Thursday, December 18, 2014

simple & straightforward


Last week, a man whose intelligence & depth of world experience I greatly admire said that while torture has always seemed unquestionably beyond the pale, now he thinks differently.  As he explained it, if his home, his loved ones are threatened, then he it is sometimes morally acceptable to use any means possible to protect him.  Including torture enhanced interrogation techniques.

Excuse me, but torture being sometimes okay strikes me as being a little bit pregnant.  It is or it isn't.

Personally, I was raised - by my teachers, faith & family - to believe that torture is never acceptable.  As an adult fast approaching the big 6-5, I am stunned at the reversal in how Americans regard waterboarding & even more horrific forms of torture by our intelligence agencies.  It's more than the impact of 9/11.  It was a shock, but there is more here.  Maybe it is a coarsening of the American spirit.

Things that once would have horrified us now roll over like rain drops over an unbrella.  The architects of an utterly unjustified war, people who misrepresented & lied & fed our country fear like a babysitter bribing children with candy weren't held responsible - Dick Cheney, the darling of Sunday talk shows, makes it clear he'd do it all over again, that even if there was 1% chance that someone had vital information, it was our duty to take whatever means possible to get it out of him.  If it turned out the man was innocent, he's collateral damage in a just safeguarding of freedom & liberty.

Freedom & liberty.  Do we even remember what those words mean?  Or, as some people now claim, that they are AMERICAN values & virtues, ours & ours alone.  

If it is okay for my government to take whatever means necessary to protect our shores & people, then it is okay for anyone to do the same.  The men who brought down the Twin Towers, who slammed into the Pentagon, who ended up in a Pennsylvania field instead of the White House or Capitol, didn't do it simply because we are infidels & need to be wiped off the face of the earth.  Have we, as a country, stepped back to consider what it was about US - rather than other Christian countries - that so deeply stirred their anger & hatred?  Much easier to react from the heat of emotion than to respond with at least a suggestion of wisdom. 

American torture program - to this child of the '60s, that seems the ultimate oxymoron.  It's the OTHER guys who torture, not us.  Never us.  

To me, it's pretty simple & straightforward - the use of torture is okay for everyone or no one.  If that's the new consensus in America - and it seems to be, since the only person who's been held accountable for our use is the whistleblower who brought it to light - then we need to admit that we no longer hold by the Geneva Conventions* (unthinkable in my youth) & that using torture is fair game for any & all.  What we can't do is say that torture is okay sometimes, under some situations & circumstances.   

Our American character is changing in astonishing ways.  State laws make it increasingly difficult for the old, the poor, the urban, the student to vote.  That's not opinion, that's fact.  Corporations share the same rights as an American citizen, without any responsibilities;  they relocate headquarters overseas to avoid US tax laws without loss of perks & tax breaks back home.  The new Congress will include more legislators who feel deeply about passing personhood laws.  We are back peddling to pre-Griswold v.
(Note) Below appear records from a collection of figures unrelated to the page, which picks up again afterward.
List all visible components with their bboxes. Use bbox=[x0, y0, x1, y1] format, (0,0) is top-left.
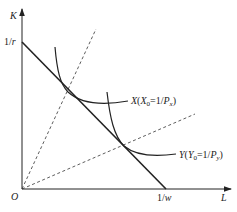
diagram-svg: K 1/r O 1/w L X(X0=1/Px) Y(Y0=1/Py) bbox=[0, 0, 237, 212]
isocost-line bbox=[22, 42, 166, 189]
isoquant-x bbox=[55, 47, 128, 103]
shallow-ray bbox=[22, 114, 195, 189]
isoquant-y-label: Y(Y0=1/Py) bbox=[179, 149, 223, 162]
l-axis-label: L bbox=[220, 192, 227, 203]
k-axis-label: K bbox=[9, 10, 18, 21]
origin-label: O bbox=[11, 191, 18, 202]
isoquant-x-label: X(X0=1/Px) bbox=[130, 95, 176, 108]
isoquant-diagram: K 1/r O 1/w L X(X0=1/Px) Y(Y0=1/Py) bbox=[0, 0, 237, 212]
x-intercept-label: 1/w bbox=[157, 192, 172, 203]
y-intercept-label: 1/r bbox=[4, 36, 16, 47]
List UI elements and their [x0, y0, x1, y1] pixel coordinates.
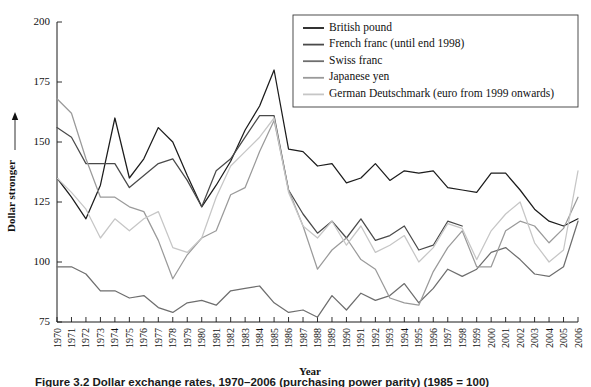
x-tick-label-1998: 1998 [457, 328, 468, 348]
x-tick-label-2006: 2006 [573, 328, 584, 348]
x-tick-label-1995: 1995 [413, 328, 424, 348]
x-tick-label-1980: 1980 [196, 328, 207, 348]
figure-caption: Figure 3.2 Dollar exchange rates, 1970–2… [35, 376, 489, 387]
series-line-japanese-yen [57, 99, 578, 305]
y-tick-label-125: 125 [34, 195, 51, 207]
x-tick-label-1974: 1974 [109, 328, 120, 348]
arrow-up-icon [12, 112, 18, 120]
x-tick-label-2002: 2002 [515, 328, 526, 348]
y-tick-label-175: 175 [34, 75, 51, 87]
legend-label-3: Japanese yen [329, 70, 390, 83]
x-tick-label-1989: 1989 [326, 328, 337, 348]
x-tick-label-2003: 2003 [529, 328, 540, 348]
x-tick-label-2005: 2005 [558, 328, 569, 348]
x-tick-label-1970: 1970 [52, 328, 63, 348]
x-tick-label-1999: 1999 [471, 328, 482, 348]
legend-label-1: French franc (until end 1998) [329, 37, 465, 50]
y-tick-label-100: 100 [34, 255, 51, 267]
x-tick-label-2004: 2004 [544, 328, 555, 348]
legend-label-4: German Deutschmark (euro from 1999 onwar… [329, 87, 554, 100]
x-tick-label-1997: 1997 [442, 328, 453, 348]
x-tick-label-1982: 1982 [225, 328, 236, 348]
x-tick-label-1994: 1994 [399, 328, 410, 348]
figure-container: 7510012515017520019701971197219731974197… [0, 0, 591, 387]
x-tick-label-1993: 1993 [384, 328, 395, 348]
x-tick-label-1992: 1992 [370, 328, 381, 348]
x-tick-label-1972: 1972 [80, 328, 91, 348]
x-tick-label-1975: 1975 [124, 328, 135, 348]
exchange-rate-line-chart: 7510012515017520019701971197219731974197… [0, 0, 591, 387]
x-tick-label-1990: 1990 [341, 328, 352, 348]
x-tick-label-1988: 1988 [312, 328, 323, 348]
x-tick-label-1979: 1979 [182, 328, 193, 348]
x-tick-label-1978: 1978 [167, 328, 178, 348]
legend-label-0: British pound [329, 21, 392, 34]
x-tick-label-1987: 1987 [298, 328, 309, 348]
x-tick-label-1996: 1996 [428, 328, 439, 348]
x-tick-label-1991: 1991 [355, 328, 366, 348]
y-tick-label-200: 200 [34, 15, 51, 27]
x-tick-label-1977: 1977 [153, 328, 164, 348]
x-tick-label-1976: 1976 [138, 328, 149, 348]
legend-label-2: Swiss franc [329, 54, 382, 66]
x-tick-label-2001: 2001 [500, 328, 511, 348]
x-tick-label-1973: 1973 [95, 328, 106, 348]
y-tick-label-75: 75 [39, 315, 51, 327]
x-tick-label-1986: 1986 [283, 328, 294, 348]
x-tick-label-1981: 1981 [211, 328, 222, 348]
x-tick-label-2000: 2000 [486, 328, 497, 348]
x-tick-label-1983: 1983 [240, 328, 251, 348]
x-tick-label-1984: 1984 [254, 328, 265, 348]
x-tick-label-1971: 1971 [66, 328, 77, 348]
y-axis-title: Dollar stronger [5, 160, 17, 232]
series-line-french-franc-until-end-1998 [57, 116, 462, 250]
x-tick-label-1985: 1985 [269, 328, 280, 348]
series-line-german-deutschmark-euro-from-1999-onwards [57, 118, 578, 262]
y-tick-label-150: 150 [34, 135, 51, 147]
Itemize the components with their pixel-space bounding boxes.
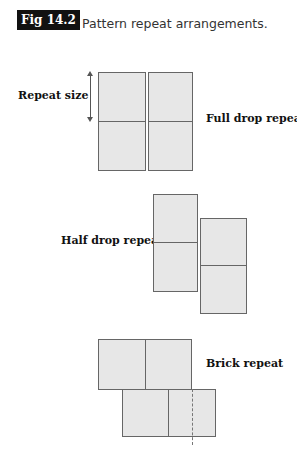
- repeat-size-label: Repeat size: [18, 89, 89, 102]
- brick-tile-2: [145, 339, 192, 390]
- full-drop-tile-3: [148, 72, 193, 122]
- full-drop-tile-2: [98, 121, 146, 171]
- full-drop-tile-1: [98, 72, 146, 122]
- half-drop-label: Half drop repeat: [61, 234, 163, 247]
- brick-tile-3: [122, 389, 169, 437]
- brick-label: Brick repeat: [206, 357, 283, 370]
- half-drop-tile-2: [153, 242, 198, 292]
- brick-dashed-line: [192, 389, 193, 445]
- figure-badge: Fig 14.2: [17, 10, 80, 30]
- full-drop-tile-4: [148, 121, 193, 171]
- half-drop-tile-4: [200, 265, 247, 314]
- brick-tile-1: [98, 339, 146, 390]
- arrow-down-icon: [87, 117, 93, 122]
- half-drop-tile-3: [200, 218, 247, 266]
- half-drop-tile-1: [153, 194, 198, 243]
- repeat-size-arrow: [90, 74, 91, 119]
- full-drop-label: Full drop repeat: [206, 112, 297, 125]
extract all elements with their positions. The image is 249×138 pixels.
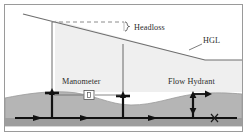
manometer-gauge-box: [84, 91, 94, 100]
figure-frame: Headloss HGL: [4, 4, 243, 132]
figure-root: Headloss HGL: [0, 0, 249, 138]
headloss-brace: [124, 22, 130, 31]
hgl-leader-line: [189, 44, 202, 50]
manometer-label: Manometer: [62, 77, 101, 86]
hgl-label: HGL: [203, 36, 220, 45]
headloss-label: Headloss: [134, 23, 165, 32]
flow-hydrant-label: Flow Hydrant: [168, 77, 216, 86]
hydraulic-diagram: Headloss HGL: [5, 5, 242, 131]
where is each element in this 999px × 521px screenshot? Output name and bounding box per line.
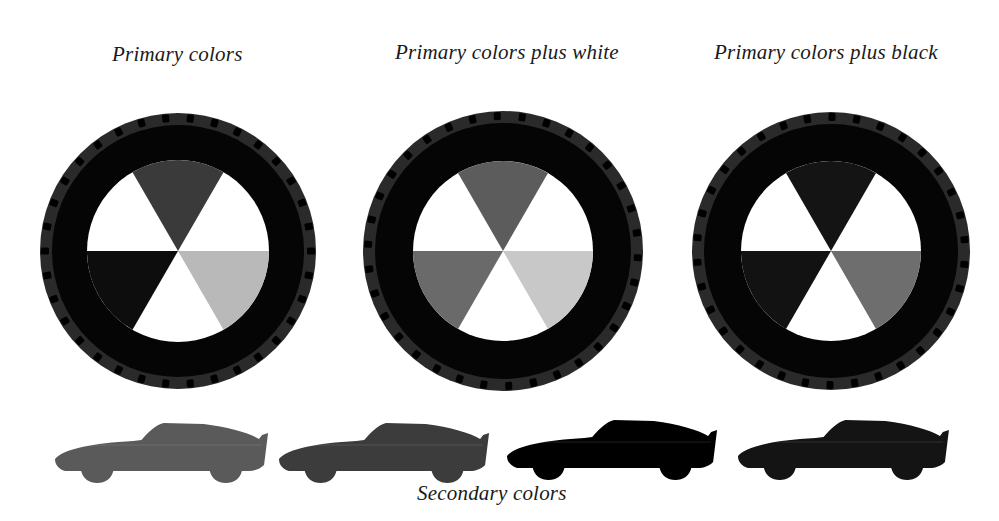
tread-block bbox=[364, 241, 372, 248]
tread-block bbox=[518, 113, 526, 122]
tread-block bbox=[505, 382, 512, 390]
color-wheels bbox=[40, 111, 970, 391]
color-wheel-primary-colors-plus-black bbox=[692, 112, 970, 390]
tread-block bbox=[494, 112, 501, 120]
tread-block bbox=[960, 261, 969, 269]
car-2 bbox=[279, 423, 489, 483]
color-wheel-primary-colors bbox=[40, 113, 316, 389]
car-silhouette bbox=[279, 423, 489, 483]
tread-block bbox=[693, 259, 702, 267]
tread-block bbox=[307, 248, 315, 255]
tread-block bbox=[304, 271, 313, 279]
car-silhouette bbox=[738, 420, 949, 480]
tread-block bbox=[803, 115, 811, 124]
car-silhouette bbox=[507, 420, 717, 480]
tread-block bbox=[43, 222, 52, 230]
tread-block bbox=[634, 254, 642, 261]
tread-block bbox=[162, 379, 170, 388]
car-1 bbox=[55, 423, 268, 483]
tread-block bbox=[632, 229, 641, 237]
car-4 bbox=[738, 420, 949, 480]
color-wheel-primary-colors-plus-white bbox=[363, 111, 643, 391]
tread-block bbox=[693, 234, 702, 242]
tread-block bbox=[826, 381, 833, 389]
tread-block bbox=[186, 114, 194, 123]
tread-block bbox=[850, 378, 858, 387]
tread-block bbox=[304, 222, 313, 230]
tread-block bbox=[43, 271, 52, 279]
car-3 bbox=[507, 420, 717, 480]
tread-block bbox=[186, 379, 194, 388]
tread-block bbox=[828, 113, 835, 121]
figure-canvas bbox=[0, 0, 999, 521]
tread-block bbox=[365, 265, 374, 273]
tread-block bbox=[960, 236, 969, 244]
car-silhouette bbox=[55, 423, 268, 483]
tread-block bbox=[41, 248, 49, 255]
secondary-color-cars bbox=[55, 420, 949, 483]
caption-secondary-colors: Secondary colors bbox=[417, 481, 567, 506]
tread-block bbox=[480, 380, 488, 389]
tread-block bbox=[162, 114, 170, 123]
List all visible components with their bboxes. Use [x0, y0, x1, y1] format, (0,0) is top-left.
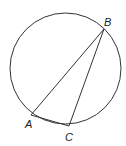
label-a: A [24, 118, 32, 130]
diagram-canvas: A B C [0, 0, 126, 146]
circle [10, 13, 121, 124]
label-c: C [65, 131, 73, 143]
label-b: B [104, 16, 111, 28]
segment-bc [69, 29, 104, 126]
segment-ab [31, 29, 104, 115]
segment-ac [31, 115, 69, 126]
Connecticut, with contraceptives being demonized as another form of abortion.  Creationists, climate change deniers & advocates, union busters, weakening of Wall Street regulations, a growing divide between classes & races, "stand your ground" laws & militarizing our police, a culture that seems to make our personal worlds smaller & more frightening.  These are our DAILY challenges.

Reread that last paragraph.  Is it any wonder that so many just don't care about torture?  They are worn out - emotionally, morally, ethically.  Over six years ago, Barack Obama made his fool-hardy comment about how hard-pressed rural folks cling to their guns & religion.  But he actually said more - "It's not surprising, then, they get bitter, they cling to guns or religion or antipathy to people who aren't like them or anti-immigrant sentiment or anti-trade sentiment as a ways to explain their frustrations.  

ANTIPATHY - noun, a deep-seated feeling of dislike; aversion.  synonyms include hostility, antagonism, animosity, aversion, animus, enmity, dislike, distaste, hatred, hate, abhorrence, loathing.

I'd say that one word is about as simple & straightforward as it gets in describing of the sense what seems to be gripping our nation at this incredible point in time.  And THAT is scary, because power brokers of every sort love moments like this, when they can so easily turn people against each other.  Or, when it comes to torture, against our better self.  




* For the purposes of this Convention, torture means any act by which severe pain or suffering, whether physical or mental, is intentionally inflicted on a person for such purposes as obtaining from him or a third person information or a confession, punishing him for an act he or a third person has committed or is suspected of having committed, or intimidating or coercing him or a third person, or for any reason based on discrimination of any kind, when such pain or suffering is inflicted by or at the instigation of or with the consent or acquiescence of a public official or other person acting in an official capacity. It does not include pain or suffering arising only from, inherent in or incidental to lawful sanctions.   This article is without prejudice to any international instrument or national legislation which does or may contain provisions of wider application.